Still holding Gabby’s hair as if it were a set of reins, Max looked up. “Nope,” he said.
Given that the aforementioned side of the rocky, inhospitable bit of the Demesne was fast approaching, that wasn’t exactly the answer I was hoping for. But it could’ve been worse. At least we weren’t about to go underneath. That could have ended very badly indeed.
There wasn’t anything for it. We were going to hit.
“Gabby, grab hold of anything you can!” I called. We’d been lucky when we kicked off from the orcs. Even after traveling this far, we were still close enough that we could speak to each other quite clearly.
“Don’t call me that!” she returned.
There was nothing else that needed to be said and not much time in which to say it. The Demesne came closer, closer … and then we collided with a wall of rock and earth. I managed to latch on to a fairly thick root that was growing on the outside of the rock and Gabby seemed to have caught hold of something as well.

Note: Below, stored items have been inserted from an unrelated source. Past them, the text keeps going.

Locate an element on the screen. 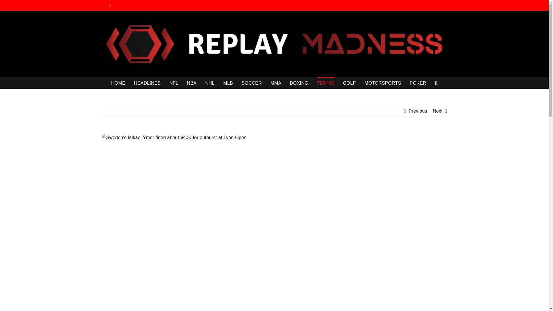 The image size is (553, 311). Previous is located at coordinates (418, 111).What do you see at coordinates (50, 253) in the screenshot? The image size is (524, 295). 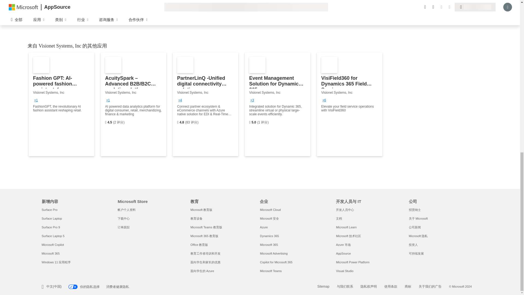 I see `Microsoft 365` at bounding box center [50, 253].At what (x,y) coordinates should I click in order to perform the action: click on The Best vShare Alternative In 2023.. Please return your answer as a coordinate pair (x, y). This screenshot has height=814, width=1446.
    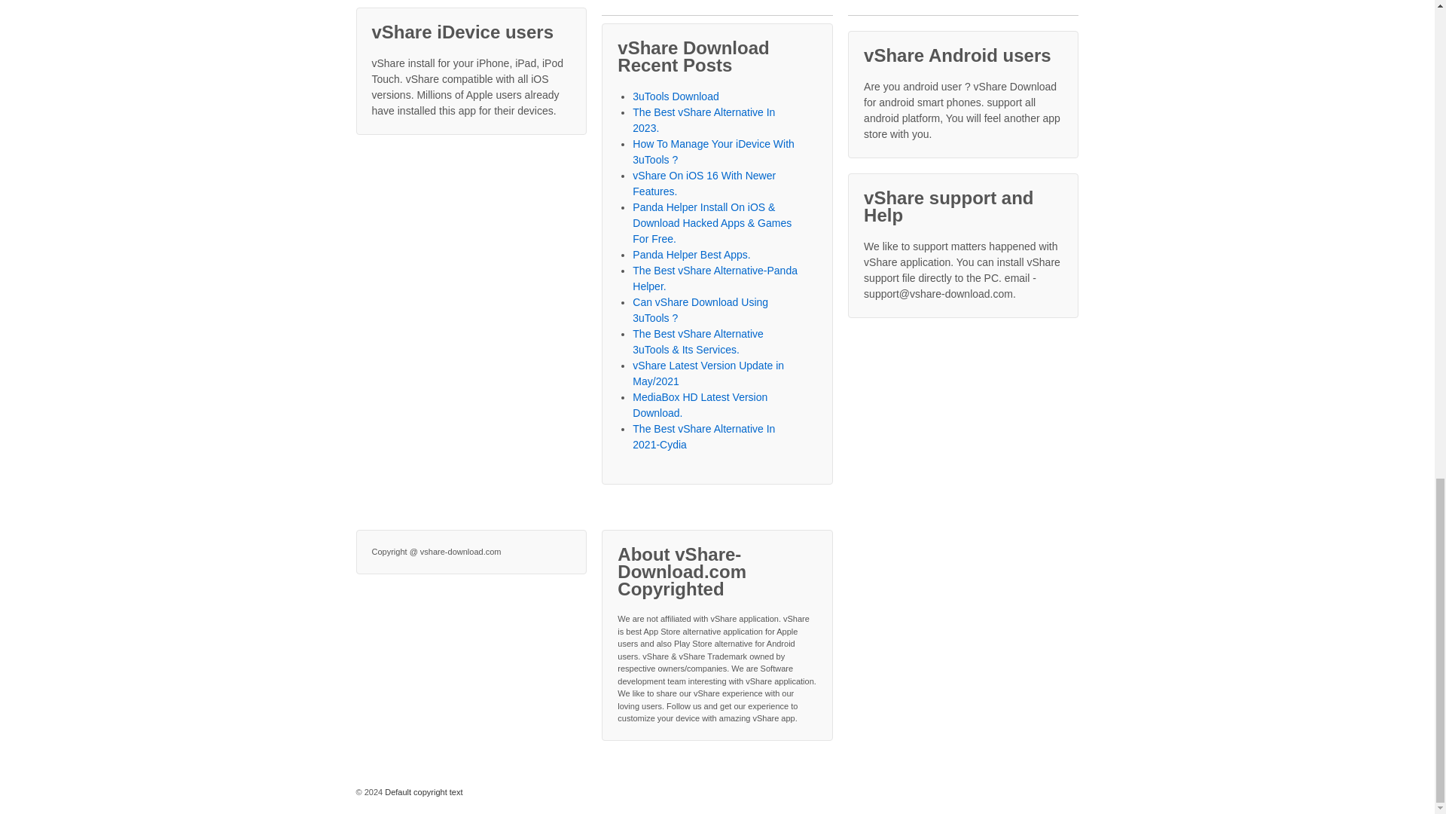
    Looking at the image, I should click on (704, 121).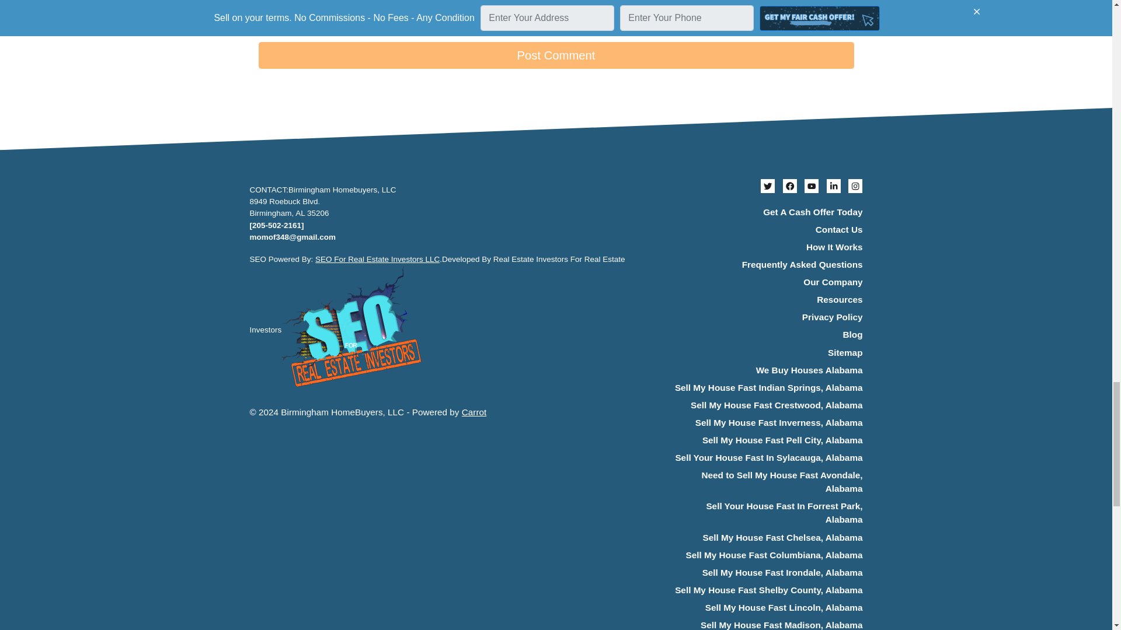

Then Gabby uttered a curse. I saw a sliver of light open up between her and the wall. The sliver grew wider and she scrabbled to find something to hold on to, but the only thing that accomplished was to push her further away.
For the first time since I’d met her, she seemed afraid.
“Help.” She said it quietly, as if she didn’t really want to ask.
I measured the distance between us and knew at once she was too far away. Looking quickly, I spied another root that was closer. Without thinking, I launched myself towards it, caught hold, forced one of my feet under it (hoping as I did that it wouldn’t simply snap), wrapped my tail around it as well and stood up, sideways on the wall. I stretched as much as I could and saw that she was
still too far away.
“Max!” I shouted, and for once he responded quickly.
He darted down to her foot, caught it, and flapped his wings in an effort to slow her down and drag her towards me.
It was never going to be enough. Even with Max’s efforts, she was going to pass just out of my reach. There was nothing I could do.
Except that instead of trying to reach Gabby directly, I stretched as much as I could and grabbed hold of Max.
He yelped in surprise.
“Don’t let go!” I gritted. He hadn’t and didn’t, so I pulled both him and Gabby back to the wall.
Gabby clutched the same root I’d found and turned to me. “This doesn’t make up for my crystal ball or anything, but thank you.”
I didn’t know quite how to respond, so I changed the subject. “Can you climb? I don’t think I want to be hanging on to this root when the pixie dust wears off.”
We climbed. It was surprisingly easy to do so. Not only did our weightlessness mean that we weren’t fighting gravity on the way up, but the roots also helped us by conveniently becoming thicker and stronger the higher we went.
Sooner than I would have expected, we reached the grassy edge of the Demesne and clambered over.
Perhaps I should have anticipated it, but the thought never entered my head. Of course the Shadow would have posted guards. Of course they would be orcs, garbed in golden armor and bristling with weapons. And of course there would be one patrolling the Demesne just where we gained the top.
This particular orc was at least as big as any of those that had so recently been after us. He was watching us with a mixture of surprise and curiosity twisting his abnormally brutish face. His reactions, however, were just as swift and potentially painful as those of any of his kind. He aimed a pike with a particularly nasty-looking ax head and spike arrangement at the pointy end our way.
“Who you?” he asked, his voice as deep and gravelly as any orc could hope for. “What you doin’ here?”